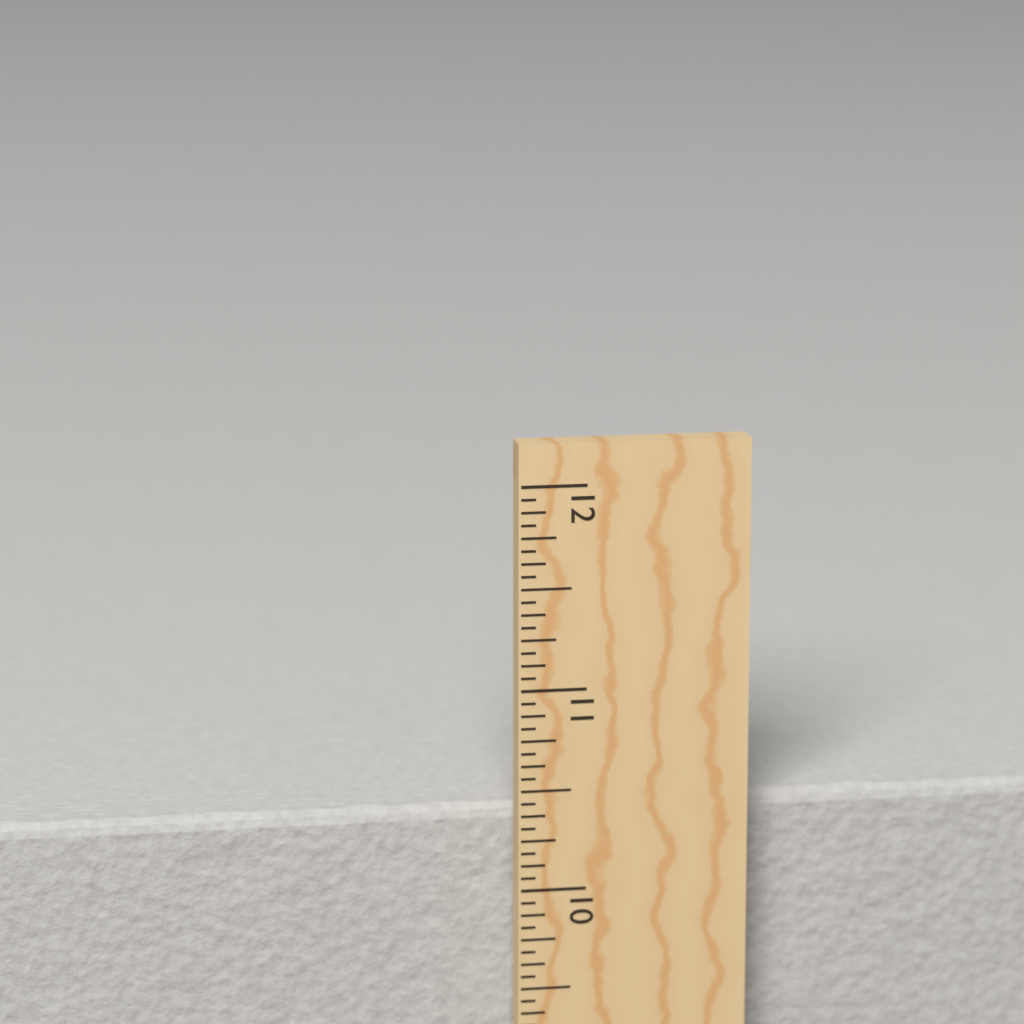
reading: 10.3750 in
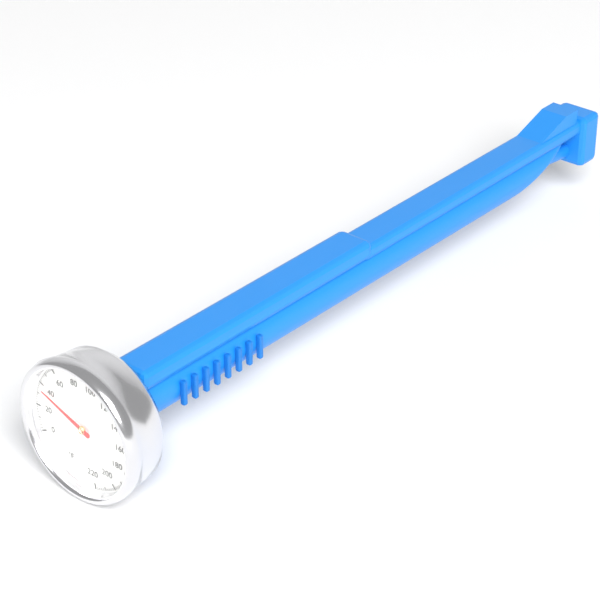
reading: 36 °F
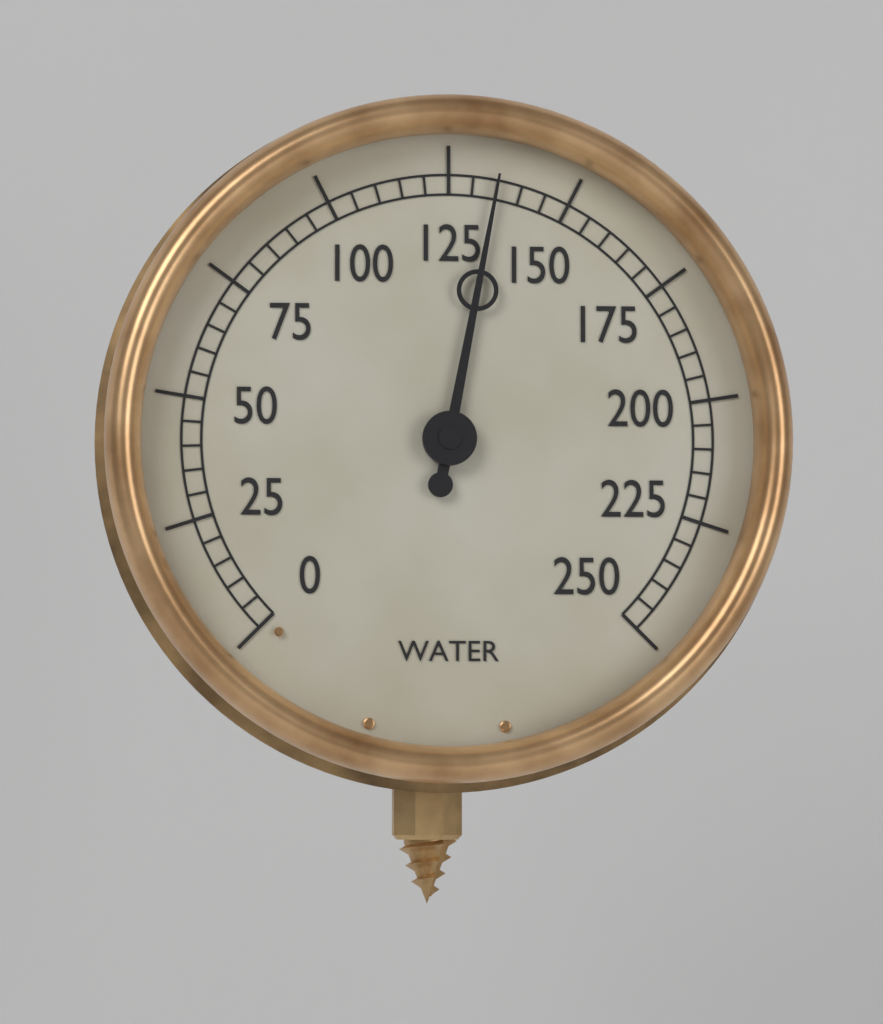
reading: 135 (no unit)
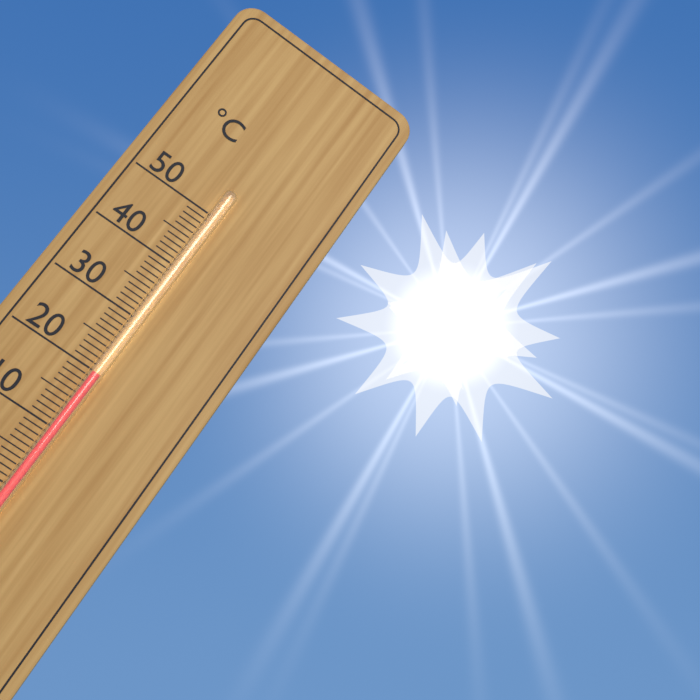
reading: 20 °C
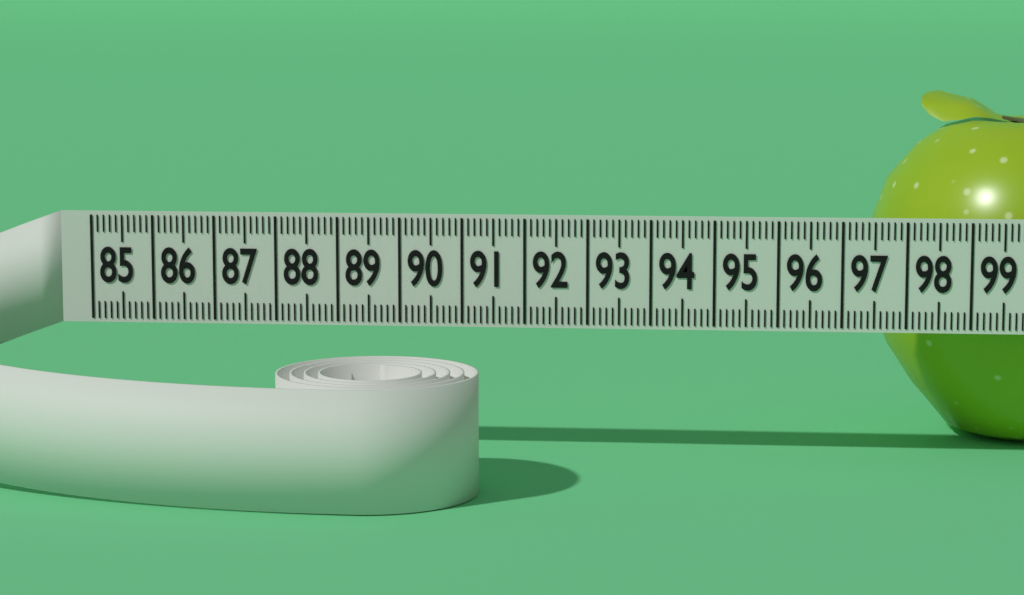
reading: 97.5 (no unit)
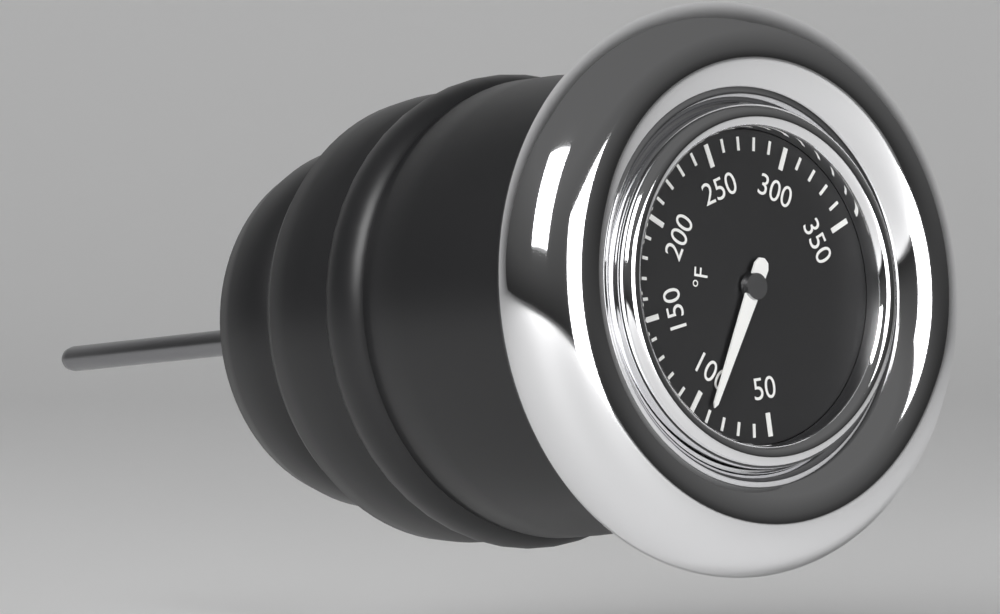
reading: 90 °F
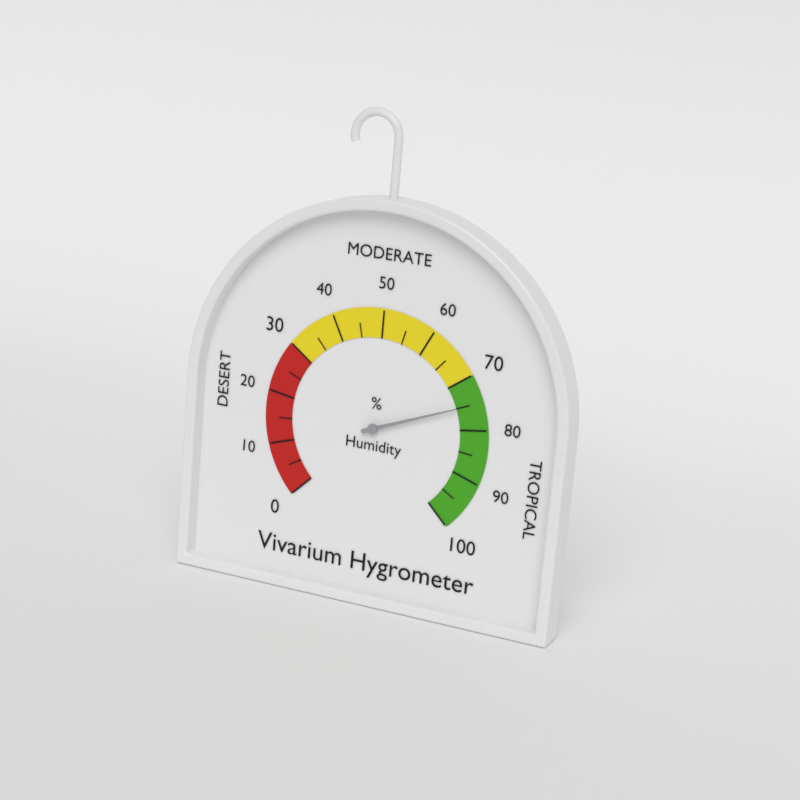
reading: 75 %
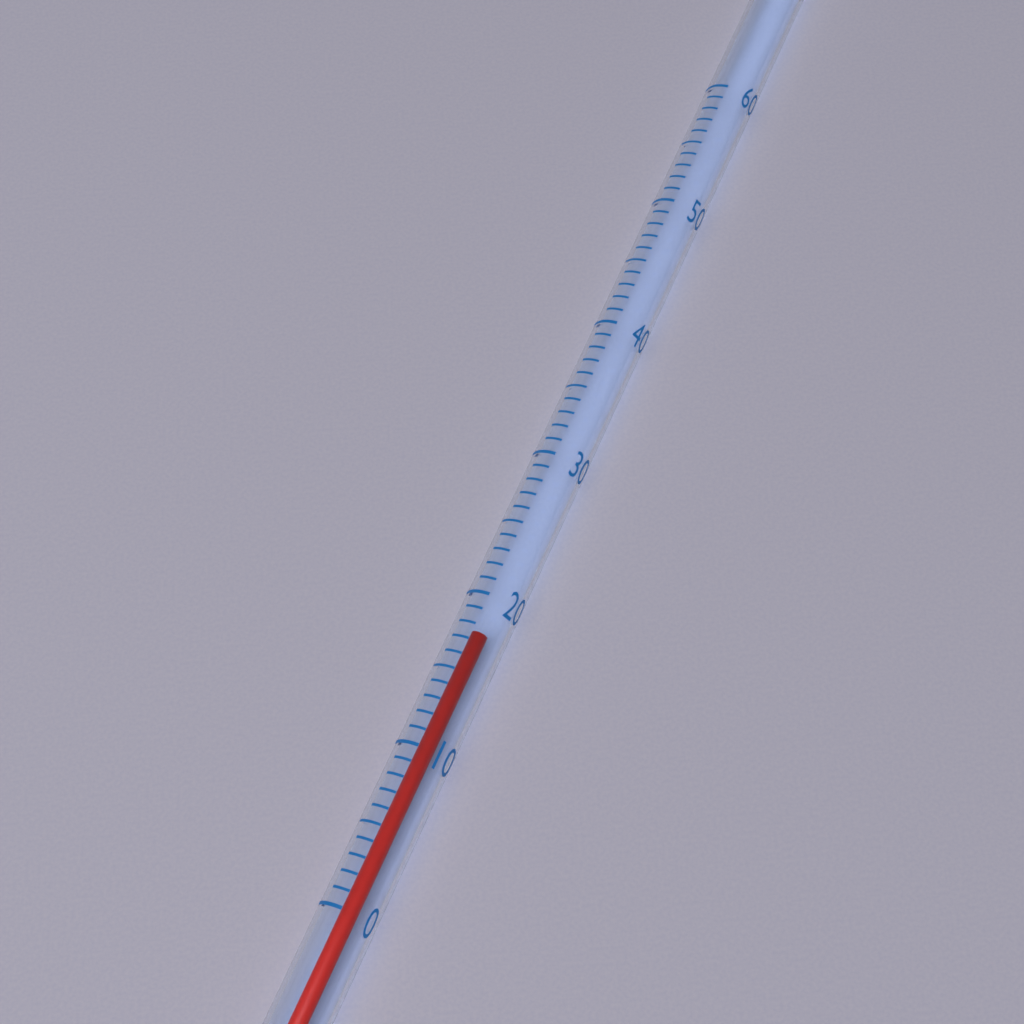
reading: 18 (no unit)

══════════════════════════════

Task prompt
Please print the entries shown above again, exactly, and skip the pictures.

Written reply
reading: 10.3750 in
reading: 36 °F
reading: 135 (no unit)
reading: 20 °C
reading: 97.5 (no unit)
reading: 90 °F
reading: 75 %
reading: 18 (no unit)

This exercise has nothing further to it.